The case for: Elina Svitolina

 - Matt Trollope

The young Ukrainian may be entering familiar territory, but believes she has learnt from last year's experience.

Elina Svitolina in action at Roland-Garros in 2017©Julien Crosnier/FFT

How appropriate it is that a French term perfectly summarises the situation Elina Svitolina finds herself in when arriving at Roland-Garros this year.

Déjà vu. It’s something we all say. It literally translates in English to “already seen”. English speakers use the term to express “a feeling of having already experienced the present situation.” (Thanks, Google Dictionary).

In 2017, Svitolina came to Paris ranked No.6, one of the favourites for the title after beating Simona Halep in the Rome final. This time, she again comes in as a favourite after having beaten Halep in the Rome decider. The only difference 12 months on? She’s ranked two places higher, at No.4.

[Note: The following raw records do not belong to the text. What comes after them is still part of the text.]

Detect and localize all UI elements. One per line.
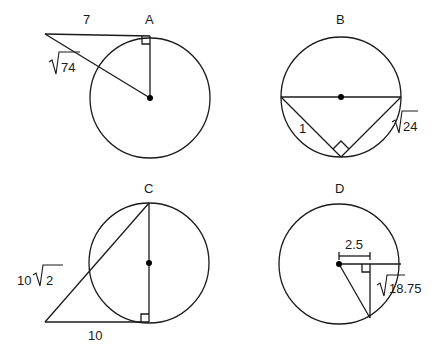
right-angle-mark-c xyxy=(141,314,149,322)
figure-c-label: C xyxy=(144,181,153,196)
center-dot-a xyxy=(147,95,153,101)
tangent-segment-a xyxy=(45,34,150,36)
sqrt-label-b: 24 xyxy=(392,111,418,134)
figure-d: D 2.5 18.75 xyxy=(279,181,422,324)
figure-b-label: B xyxy=(336,12,345,27)
svg-text:2: 2 xyxy=(46,273,53,288)
sqrt-label-d: 18.75 xyxy=(377,275,422,296)
figure-a-tangent-length: 7 xyxy=(83,12,90,27)
long-leg-b xyxy=(341,97,401,157)
right-angle-mark-d xyxy=(362,264,370,272)
geometry-figures: A 7 74 B 1 24 C 10 xyxy=(0,0,435,350)
figure-a: A 7 74 xyxy=(45,12,210,158)
short-leg-label-b: 1 xyxy=(299,121,306,136)
figure-b: B 1 24 xyxy=(281,12,418,157)
short-leg-b xyxy=(281,97,341,157)
sqrt-label-a: 74 xyxy=(49,52,80,75)
center-dot-d xyxy=(336,261,342,267)
figure-a-label: A xyxy=(145,12,154,27)
sqrt-label-c: 10 2 xyxy=(17,265,63,288)
figure-d-label: D xyxy=(335,181,344,196)
center-dot-b xyxy=(338,94,344,100)
right-angle-mark-b xyxy=(333,141,349,149)
dimension-bar-d xyxy=(339,252,370,260)
right-angle-mark-a xyxy=(142,36,150,44)
center-dot-c xyxy=(146,260,152,266)
hypotenuse-c xyxy=(45,203,149,322)
svg-text:24: 24 xyxy=(403,119,417,134)
figure-c: C 10 10 2 xyxy=(17,181,209,343)
base-label-c: 10 xyxy=(88,328,102,343)
svg-text:74: 74 xyxy=(61,60,75,75)
svg-text:10: 10 xyxy=(17,273,31,288)
horizontal-length-label-d: 2.5 xyxy=(345,237,363,252)
svg-text:18.75: 18.75 xyxy=(389,281,422,296)
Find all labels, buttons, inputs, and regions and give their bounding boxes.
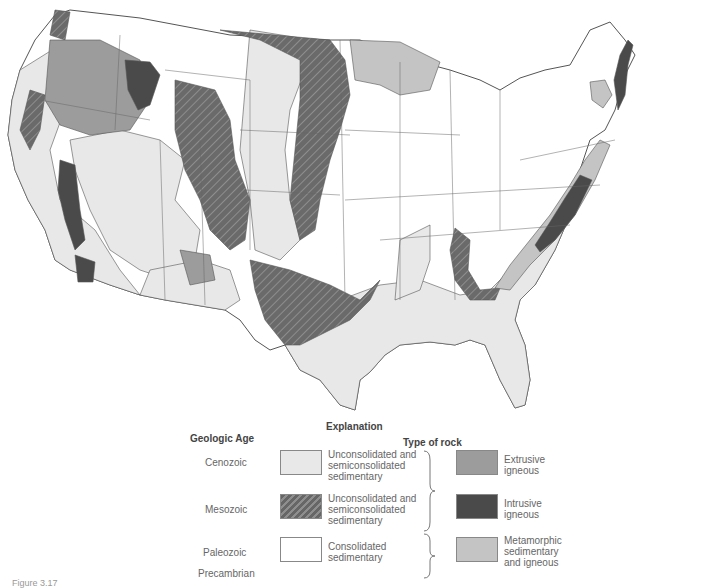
label-cenozoic-sedimentary: Unconsolidated and semiconsolidated sedi… [328, 449, 416, 482]
age-paleozoic: Paleozoic [203, 547, 246, 558]
swatch-extrusive-igneous [456, 450, 498, 475]
label-mesozoic-sedimentary: Unconsolidated and semiconsolidated sedi… [328, 493, 416, 526]
swatch-cenozoic-sedimentary [280, 450, 322, 475]
age-mesozoic: Mesozoic [205, 504, 247, 515]
legend-title: Explanation [326, 421, 383, 432]
geologic-map [0, 0, 703, 420]
label-consolidated-sedimentary: Consolidated sedimentary [328, 541, 386, 563]
brace-metamorphic [422, 533, 436, 579]
swatch-consolidated-sedimentary [280, 537, 322, 562]
brace-igneous [422, 450, 436, 532]
label-extrusive-igneous: Extrusive igneous [504, 454, 545, 476]
geologic-age-header: Geologic Age [190, 433, 254, 444]
swatch-mesozoic-sedimentary [280, 494, 322, 519]
type-of-rock-header: Type of rock [403, 437, 462, 448]
swatch-intrusive-igneous [456, 494, 498, 519]
figure-caption: Figure 3.17 [12, 578, 58, 588]
age-precambrian: Precambrian [198, 568, 255, 579]
swatch-metamorphic [456, 537, 498, 562]
label-metamorphic: Metamorphic sedimentary and igneous [504, 535, 562, 568]
label-intrusive-igneous: Intrusive igneous [504, 498, 542, 520]
age-cenozoic: Cenozoic [205, 457, 247, 468]
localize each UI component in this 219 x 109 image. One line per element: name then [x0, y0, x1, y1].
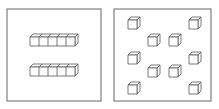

There’s no reason the Ukrainian can’t hoist the Coupe Suzanne-Lenglen. She’s an ultra-fit, lightning-fast competitor expertly blending offence and defence with a game perfectly suited to clay.

She’s beaten everyone there is to beat, winning her last six meetings with world No.1s and building an astonishing 10-2 record over top-five opponents since January 2017. Svitolina has won her last eight finals – four of those have come at WTA Premier 5 level, the rough equivalent of an ATP Masters 1000 title – and has won 12 of her 14 career finals.

These exospheric statistics make it all the more perplexing that she’s done so little, comparatively, at Grand Slam tournaments to date. Her two quarter-finals at Roland-Garros, as well as her last-eight finish at his year's Australian Open, remain the furthest she’s ever progressed in 22 major appearances.



“Definitely, on a Grand Slam, it's pressure from everywhere. And you probably also have expectations from yourself,” she admitted in Rome after thumping Halep 6-0 6-4 in a 67-minute decider.

“So you have to be mentally ready, physically ready. Probably extra more than the normal tournament. But I try to approach a Grand Slam same as any other tournament, that's why. But still, you have in the back of your mind that it is a Grand Slam. There is something different about it.”

In recent times, Svitolina has discovered in the most painful of ways just how different the pressure is that accompanies a Grand Slam campaign.

After beating Halep in Rome last year, the Ukrainian was dominating their re-match in the 2017 Roland-Garros quarter-finals, building a 6-3 5-1 lead before crashing to a 3-6 7-6(6) 6-0 defeat. A few months later at the US Open, she led Madison Keys 4-2 in the final set of their fourth-round encounter before the American reeled her in. At Melbourne Park this year, the draw had opened up beautifully for her, yet she came out flat against unseeded Elise Mertens and fell to a 6-4 6-0 quarter-final defeat.

As is becoming typical, Svitolina bounced back to win prestigious events in Dubai and then in Rome – she also won the Brisbane International in the run-up to Melbourne – and has again generated discussions surrounding her title favouritism on Parisian clay.

Yet she insists that in 2018, it’s not a case of déjà vu on the eve of Roland-Garros.

This time, she says, she’s prepared.

“It's gonna be different, definitely, from the last year,” she said. “Last year was almost first time for me going into the Grand Slam as a favourite. This year, it's different. I also was hoping I was one of the favourites.

“There was couple of Grand Slams that I was close. But still it's gonna be different. I'm going to take it as a challenge first. And for me, very important to take one match at a time and just go out there and enjoy playing on the big courts, (the) atmosphere.

“Roland Garros, that's what we are training for. And I'm gonna give it the best shot.”